The gamma-ray spectrometer experiment was led by James R. Arnold, a chemist at the University of California at San Diego. Its scintillation counter was to detect the natural radioactivity originating from the uppermost layer of the lunar surface. In particular, it would detect gamma rays issued by the decay of uranium, thorium and potassium. If these large-ion lithophile elements were widespread, this would imply that the interior of the Moon had undergone significant thermal differentia­tion. The instrument was mounted on an 18-metre-long boom that would be deployed after the midcourse manoeuvre in order to determine the ‘background’ from the spacecraft itself and from celestial sources. It would operate until the high- gain antenna lost its lock. In fact though, such a study would be better done from a polar orbit in order to obtain global coverage.

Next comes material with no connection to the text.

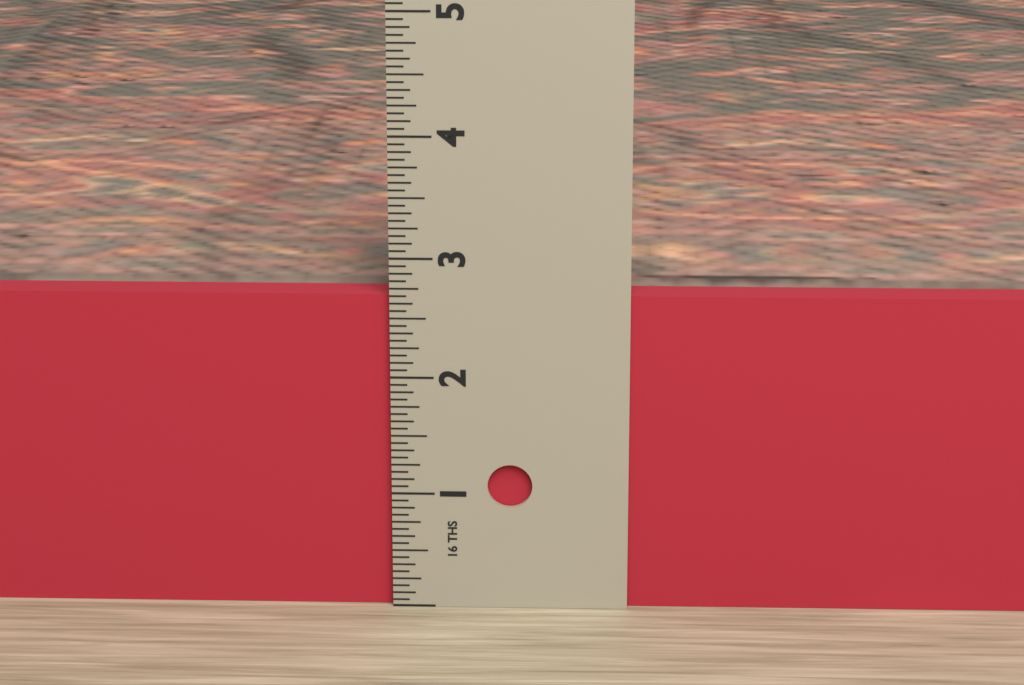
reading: 2.6875 in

On 27 March 1961 Walter E. Brown, head of the Data Automation Systems Group of JPL’s Space Sciences Division, pointed out that if the signal from the radar altimeter were to be telemetered to Earth, the radar echo could be correlated with the imagery to gain insight into the density, conductivity and thickness of the material at the surface – in particular its dustiness. This information would be of use to the team planning the soft lander. On 28 April, after it was established that this modification would not adversely affect operations, James Burke authorised the modification. The Space Sciences Steering Committee in Washington duly designated Brown as the investigator for the radar reflectivity experiment.